Towards Conversational Development Environments: Using Theory-of-Mind and Multi-Agent Architectures for Requirements Refinement

arXiv.org Artificial Intelligence

Foundation Models (FMs) have shown remarkable capabilities in various natural language tasks. However, their ability to accurately capture stakeholder requirements remains a significant challenge for using FMs for software development. This paper introduces a novel approach that leverages an FM-powered multi-agent system called AlignMind to address this issue. By having a cognitive architecture that enhances FMs with Theory-of-Mind capabilities, our approach considers the mental states and perspectives of software makers. This allows our solution to iteratively clarify the beliefs, desires, and intentions of stakeholders, translating these into a set of refined requirements and a corresponding actionable natural language workflow in the often-overlooked requirements refinement phase of software engineering, which is crucial after initial elicitation. Through a multifaceted evaluation covering 150 diverse use cases, we demonstrate that our approach can accurately capture the intents and requirements of stakeholders, articulating them as both specifications and a step-by-step plan of action. Our findings suggest that the potential for significant improvements in the software development process justifies these investments. Our work lays the groundwork for future innovation in building intent-first development environments, where software makers can seamlessly collaborate with AIs to create software that truly meets their needs.
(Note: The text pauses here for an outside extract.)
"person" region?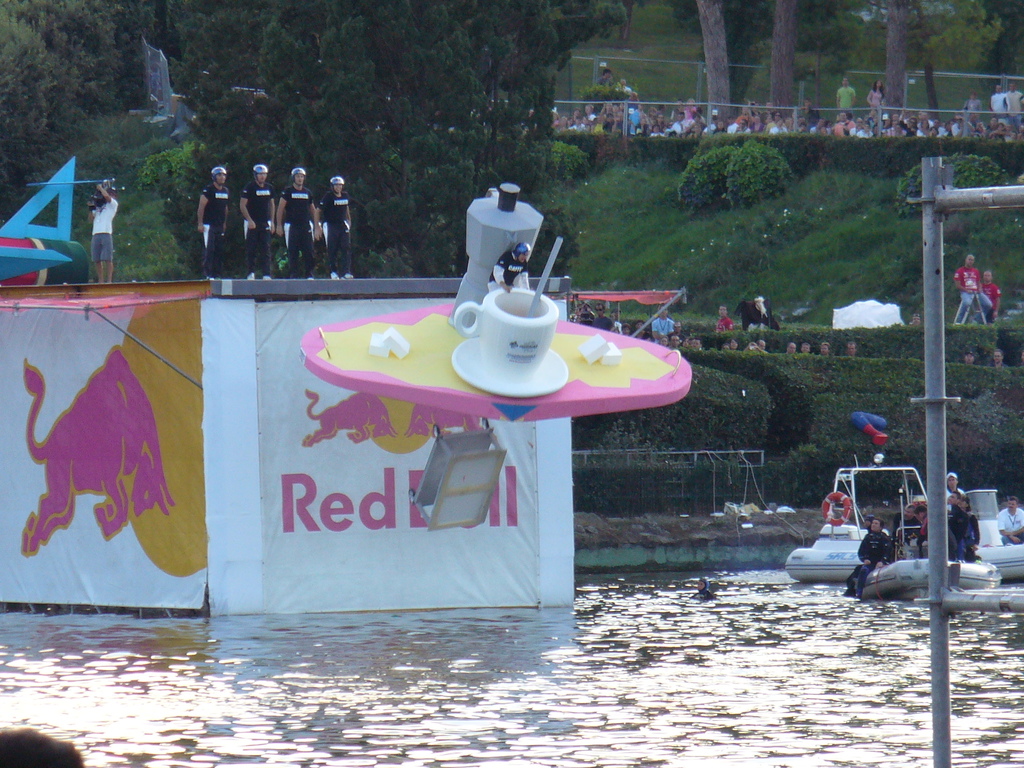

OptiMindTune: A Multi-Agent Framework for Intelligent Hyperparameter Optimization

arXiv.org Artificial Intelligence

Hyperparameter optimization (HPO) is a critical yet challenging aspect of machine learning model development, significantly impacting model performance and generalization. Traditional HPO methods often struggle with high dimensionality, complex interdependencies, and computational expense. This paper introduces OptiMindTune, a novel multi-agent framework designed to intelligently and efficiently optimize hyperparameters. OptiMindTune leverages the collaborative intelligence of three specialized AI agents -- a Recommender Agent, an Evaluator Agent, and a Decision Agent -- each powered by Google's Gemini models. These agents address distinct facets of the HPO problem, from model selection and hyperparameter suggestion to robust evaluation and strategic decision-making. By fostering dynamic interactions and knowledge sharing, OptiMindTune aims to converge to optimal hyperparameter configurations more rapidly and robustly than existing single-agent or monolithic approaches. Our framework integrates principles from advanced large language models, and adaptive search to achieve scalable and intelligent AutoML. We posit that this multi-agent paradigm offers a promising avenue for tackling the increasing complexity of modern machine learning model tuning.